US eyes better relations with Venezuela in post-Chavez era

US eyes better relations with Venezuela in post-Chavez era

The Obama administration is looking toward a post-Chavez era hoping to improve relations with Venezuela, but analysts say it remains unclear if any successor to the fiercely anti-American leader will embrace new ties.
Even though the exact state of President Hugo Chavez’s health is unknown as he languishes out of sight in a Cuba hospital, it is clear US officials believe he may never return to power in Caracas.
Even before Chavez headed back to Havana on Dec. 10 for his fourth cancer operation, American officials were maneuvering to extend an olive branch to top Venezuelan Cabinet officials.
Assistant Secretary for Latin America Roberta Jacobson seized the initiative in late November when she telephoned Venezuelan Vice President Nicolas Maduro, whom Chavez designated his political heir.
“The prospect of the transition from Chavez to another leader opened up the possibility of resetting the relationship and putting it not necessarily on a friendly course, but on a correct course,” expert Cynthia Arnson said. The first essential step would be to reinstate their ambassadors, said Arnson, director of the Latin American program at the Woodrow Wilson International Center for Scholars.
Caracas and Washington have been operating embassies in each country without an ambassador since a diplomatic spat in 2010.
Jacobson took the opportunity to discuss issues of joint concern such as combating drug-trafficking, counter-terrorism and energy cooperation. Venezuela is sitting on major oil reserves and accounts for some 10 percent of US oil imports.
“We have for some time made clear that we were willing and open to trying to improve our ties with Venezuela,” State Department spokeswoman Victoria Nuland told reporters this week.
Washington had already proposed some ideas on how to improve ties step-by-step, she added, refusing to go into specifics.
“If the Venezuelan people want to move forward with us, we think there is a path that’s possible. It’s just going to take two to tango,” she said. But Chavez, who since assuming power in 1999 has long worked to forge an anti-US alliance among leftist leaders in Latin America, “was not really interested” in boosting ties, Arnson said.
Fellow expert Eric Farnsworth, vice-president of the Council of Americas think tank, agreed, and also blamed Chavez’s intransigence over the years. “Washington does not want and has never wanted a bad relationship with Venezuela and Washington has been frustrated by the persistence of the poor relationship with Venezuela,” he said.
“It has been looking for some times for ways to improve.”
And he cautioned that whoever succeeds Chavez — whether it be Maduro or national assembly speaker Diosdado Cabello recently re-elected in a closing of the ranks by the ruling United Socialist Party — there is no guarantee ties will take a turn for the better.
Any new leader would have to show he is steeped in the socialist revolution, and the policies so directly associated with Chavez.
A new president would have to “show to the Venezuelan people that they are true to the Chavez legacy, they will have to show that they are truly ‘Chavista’ and that is how they will gain political legitimacy,” Farnsworth said. Last week after revealing the phone call with Jacobson, Maduro underlined their divergences, stressing the two countries “have absolutely opposed historical and political points of view (and) huge ideological differences.” And conservatives are anxiously watching the US government’s moves.
“If Washington and Caracas were to restore ambassadors at this crucial time, it would crush the hopes of the democratic opposition,” said Roger Noriega, who was Jacobson’s predecessor under former president George W. Bush.
He argued such a move would “legitimize Maduro and the Chavista succession, and interfere with ongoing US law enforcement investigations against the Venezuelan narcostate.”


TASK OBJECTIVE:
Everything from the "is (1315, 632)." line to the final line of the listing should be written out exactly. Skip the pictures.

DATA SHOWN:
#####

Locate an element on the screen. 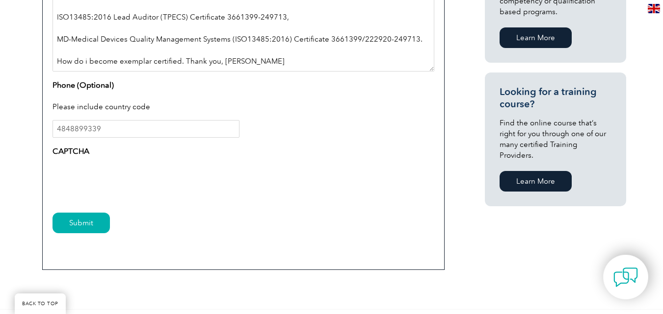  label: CAPTCHA is located at coordinates (71, 152).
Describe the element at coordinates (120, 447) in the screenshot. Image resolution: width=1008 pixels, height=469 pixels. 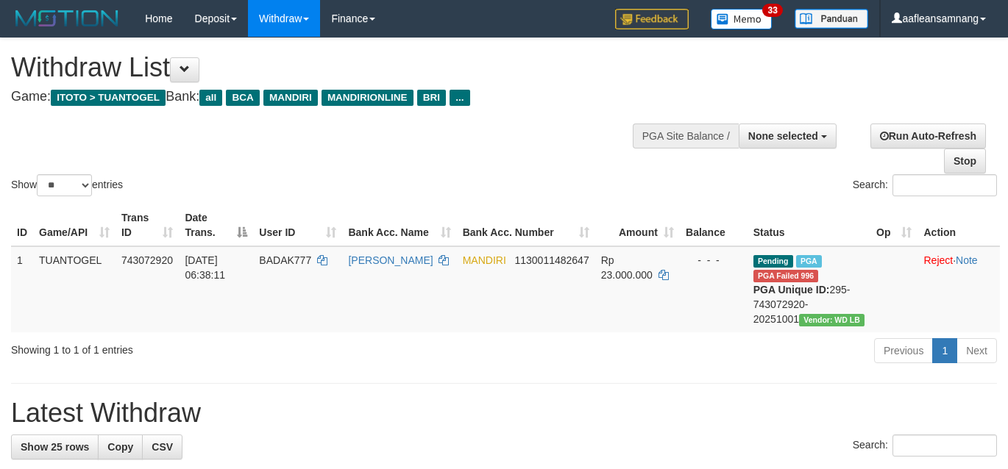
I see `span: Copy` at that location.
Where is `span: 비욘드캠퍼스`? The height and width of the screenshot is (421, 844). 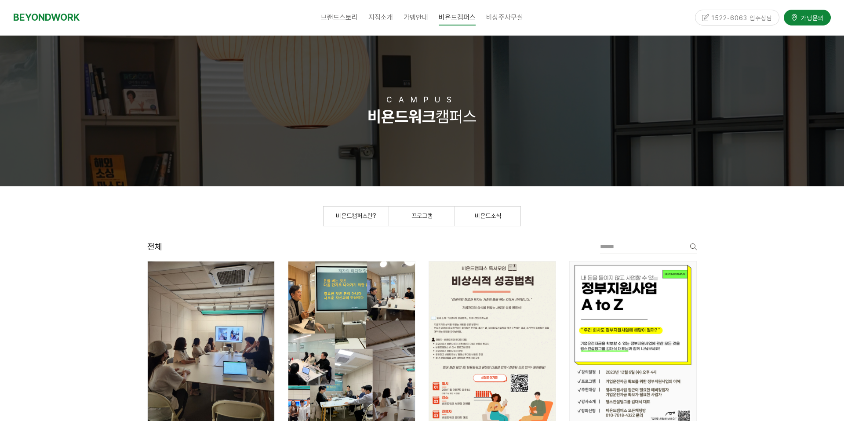 span: 비욘드캠퍼스 is located at coordinates (457, 18).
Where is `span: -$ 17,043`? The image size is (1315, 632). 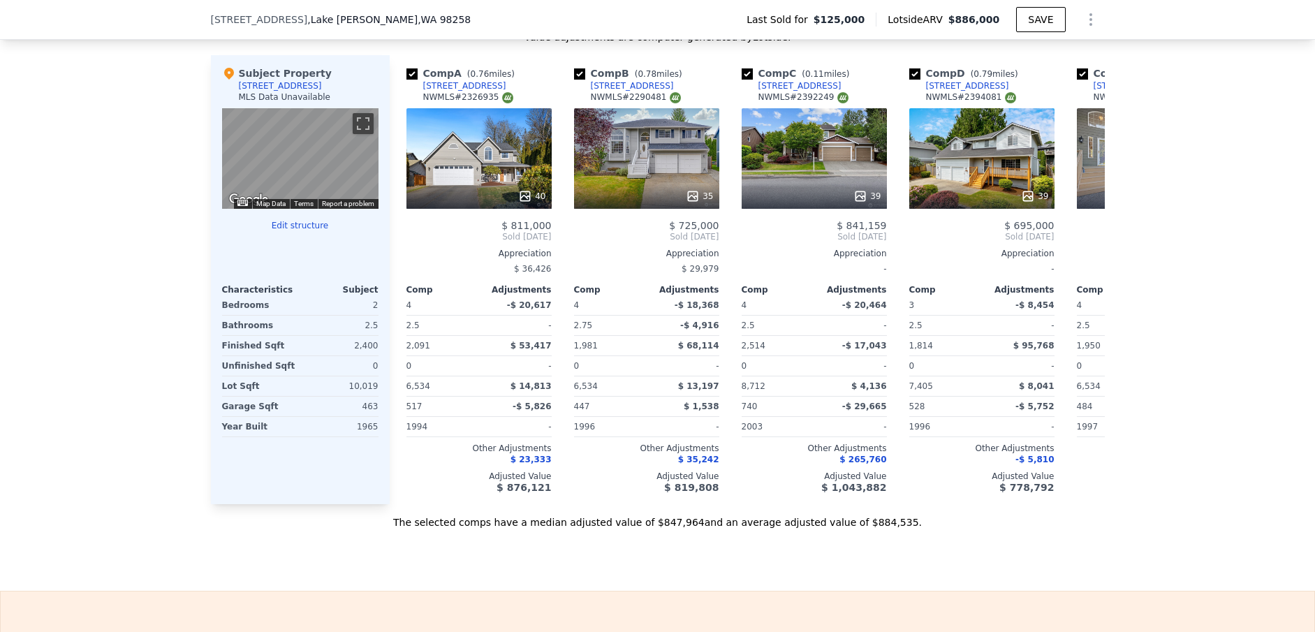
span: -$ 17,043 is located at coordinates (865, 346).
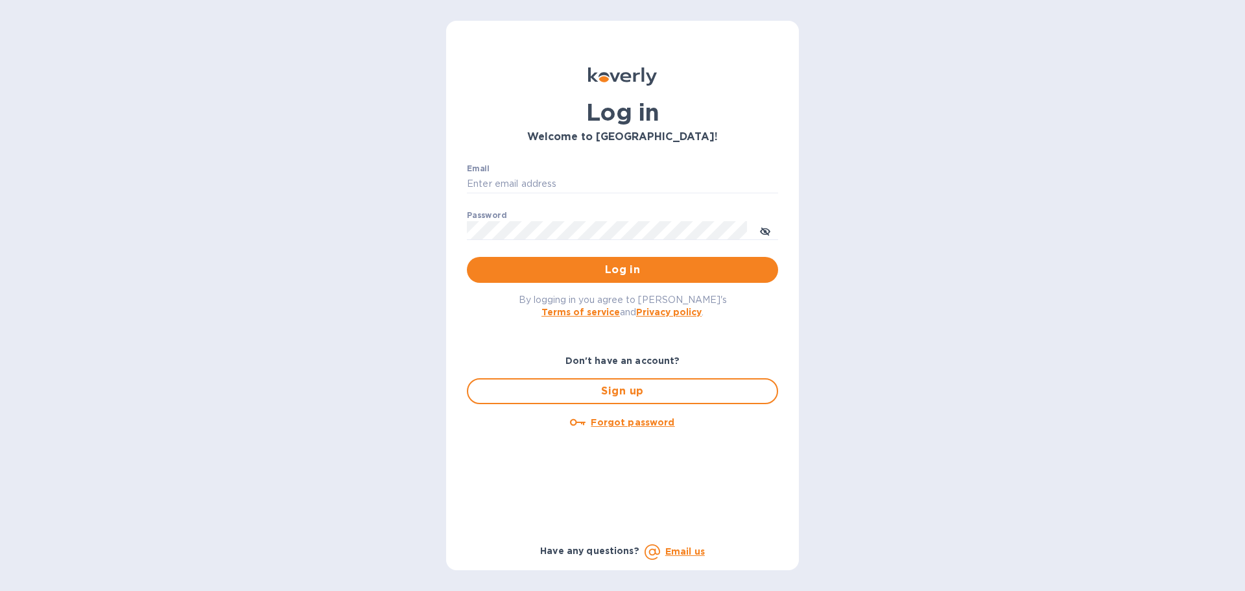  I want to click on h1: Log in, so click(623, 112).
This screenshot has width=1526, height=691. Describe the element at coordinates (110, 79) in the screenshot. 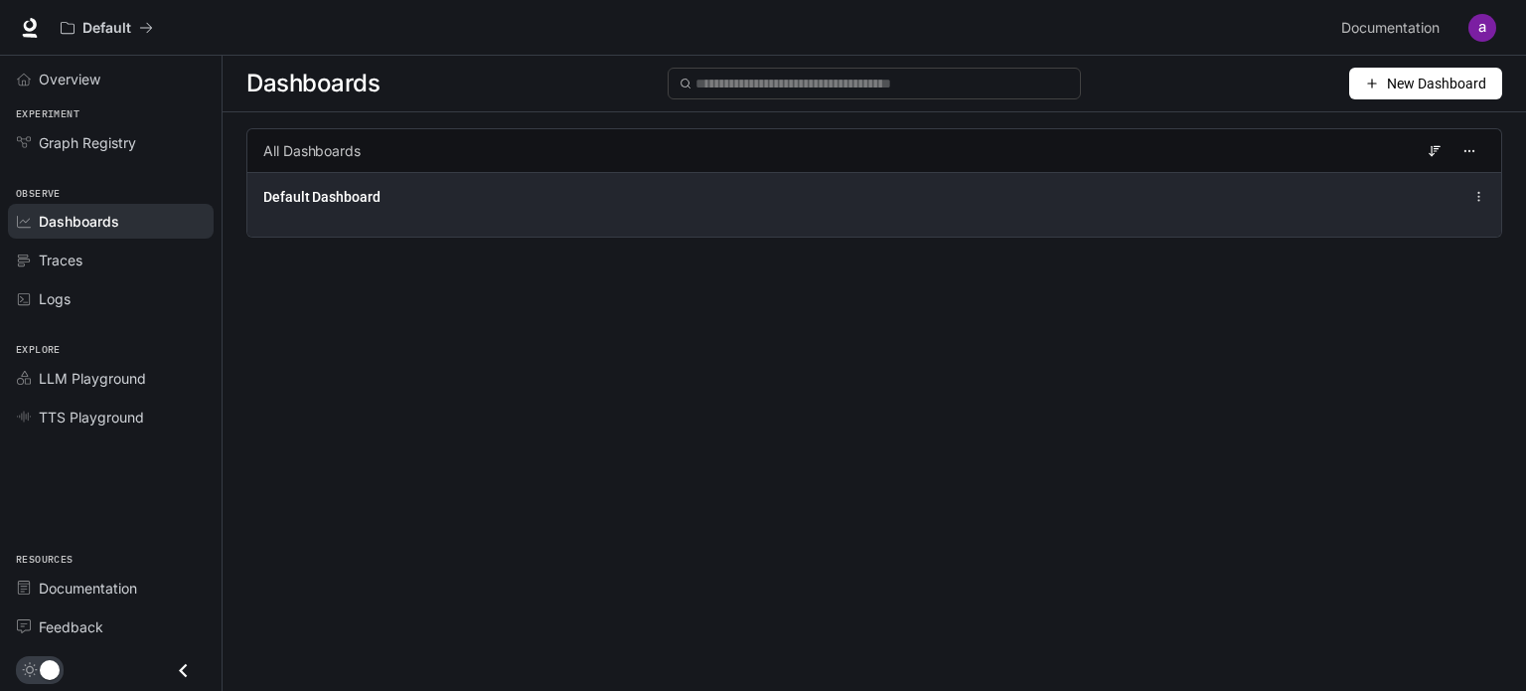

#####

WRITTEN SOLUTION:
Where is `span: -$ 17,043`? The image size is (1315, 632). 
span: -$ 17,043 is located at coordinates (865, 346).
  I want to click on h1: Log in, so click(623, 112).
This screenshot has width=1526, height=691. Describe the element at coordinates (110, 79) in the screenshot. 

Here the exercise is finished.